And that's just the start of it - plans are also afoot to deny those who are considered no to be making "an economic contribution" (translation: the unemployed) tenancies for longer than 5 years.
This is also an old story, first broken by Paul Waugh in the Standard in 2009, in which he revealed similar plans, again centred on the White City Estate in W12 and linking them to comments Council Leader Stephen Greenhalgh had made about council housing "warehousing" poverty and turning into "ghettoes". And this is the man who will shortly be handed responsibility for, er, White City.
Greenhalgh is of the 'radical' wing of Conservatives, along with one or two others in senior positions. He and his colleagues seem to genuinely believe in a 21st Century version of Victorian ideas that the tougher you are with poor people the better it is for them in the long run.
And yet they are capable of less draconian but no less innovative schemes to tackle unemployment and social malaise as we saw in this project in Shepherd's Bush back in August last year.
The problem is that it's a lot easier and cheaper simply to ship people up North than it is to invest in schemes that actually try and include people such as the InComE project in Shepherd's Bush which tries to encoiurage social mobility. And Boris has already said that he will simply 'delay' plans to get rid of people like this - not stop them. Voters may wish to consider this at the polling booth today.
Kosovo-style social-cleansing, as a prominent politician once said.
ReplyDeleteThis is the most telling comment:
"The current system does not promote personal aspiration or provide tenants with any incentive to try to move into home ownership"

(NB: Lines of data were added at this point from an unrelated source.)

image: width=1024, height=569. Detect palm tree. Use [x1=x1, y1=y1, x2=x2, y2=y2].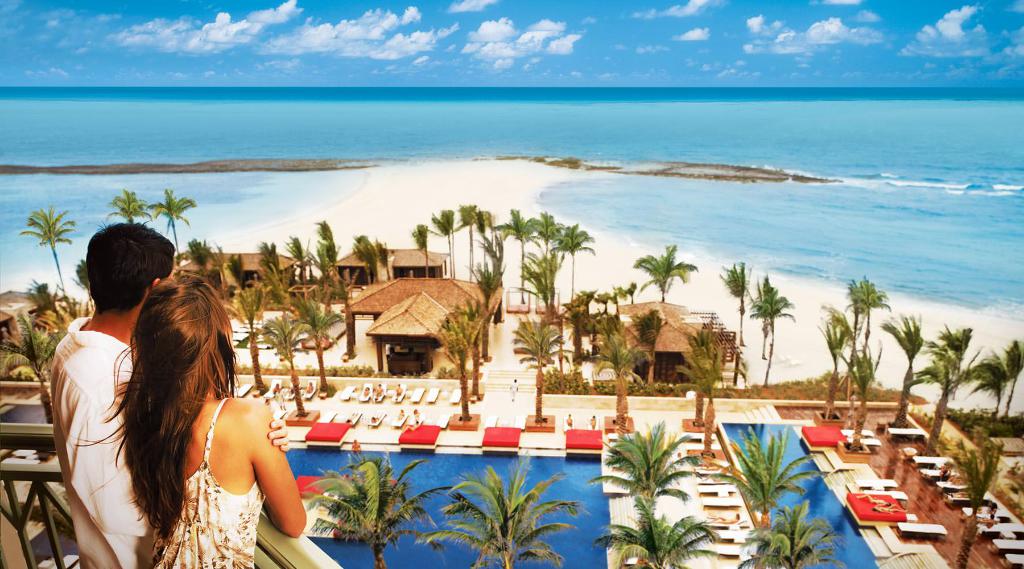
[x1=808, y1=309, x2=845, y2=377].
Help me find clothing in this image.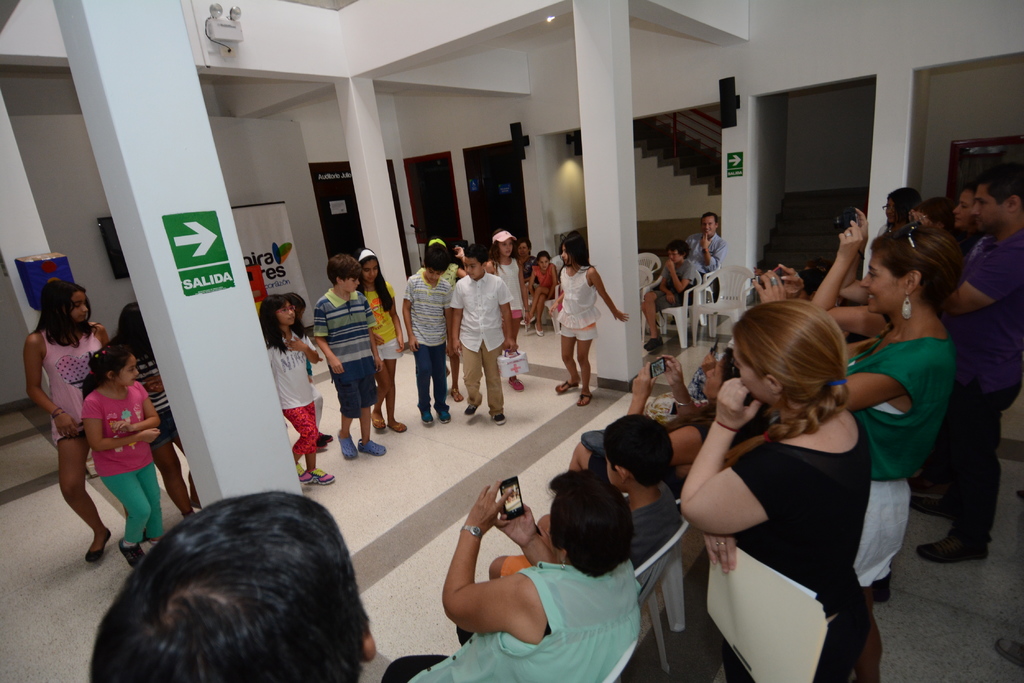
Found it: 327 348 388 412.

Because obviously the only aspiration worth anyone's time is to own a home. Here's an idea - perhaps security of tenure and not worrying about a mortgage can enable other, better forms of aspiration?
What next? Only home-owners should have the vote?
Vile man, vile party.
Hear hear, when did 'getting a foot on the property ladder' become the highest aspiration anyway? I've heard 18 yr olds who should be learning about the world moaning about not being able to get their feet on it. What a drab sad waste of young life.
DeleteYou make a good point about other kinds of aspiration, such as making a contribution to wider society through talents other than just making money. It may be true there are whole families of wasters watching Jeremy Kyle, I have no experience of them personally, but I do know there are also low paid carers, musicians, artists, nurses, mechanics etc etc who have roots in the area.
I agree. I remember as a kid people making jokes that getting a mortgage was pretty much the beginning of the end of your life. Now everyone wants one!
DeleteBettering yourself isn't about having more stuff or a bigger house - it's something a little more profound than that. Unfortunately politicians really don't seem to care about that. People are just economic units to be shifted and managed, doubly so if you've found yourself dependent on the council for accommodation.
You make a good point about the diversity of people within the borough - having lived here my whole life it's one of the things I've enjoyed the most. I worked for several years behind a bar in Hammersmith and we got people from all walks of life, rich or poor. If the council has it's way the borough WILL become a "ghetto" - but of the rich.
Just to play devil's advocate here but is it fair that a family of people, none of whom work, can live in a house that another family, all of whom work long hours, can't afford to live in...?!
ReplyDeletewell stuart i would say rent control would go a long way to fixing that problem, so the rich and poor can live in same area,
Deletebut i think there is more going on with this policy than " fiscal fairness"
shirley porter comes to mind
Is it fair that people who work long hours for low pay should be pushed out of their area in favour of a newcomer just because the newcomer has more money? Or the ability to borrow more money?
DeleteHousing benefit is also paid to people in work if they are unable to meet their rent.
ReplyDeleteRent control has to be well thought out. My father on an average wage at the time was left a property by his uncle which was let at controlled rent to a large family. The rent couldn't cover the upkeep of the house - it's fair to say the family weren't the best at looking after it and every month there seemed to be an overflowing bath or broken bannisters/windows/door locks. He was forced to sell it - it obviously wasn't worth a lot - to someone who turned out to be less conscientious with quite sad results for the tenants. (Rachman came along soon after.) My great uncle probably thought he was making a good investment at the time he bought the house but rent control skewed the market and led to eventual exploitation of many of those people the controls were designed to help.
ReplyDeleteAs usual ordinary people, both tenants and well meaning landlords lost out. I know people now who have bought to let thinking it would provide a pension for them one day, not wishing to exploit, but to provide a home for someone and support for themselves in older age - it can all go horribly wrong for any number of reasons, good and bad.
Get out the people most likely to vote Labour and move in those most likely to vote Conservative. Result is even more power and feathering their own nest for the future.
ReplyDeleteYes, take a trip to the flats behind Tate Britain - used to be social housing for ordinary people. Sold off by Lady Porter for just that reason.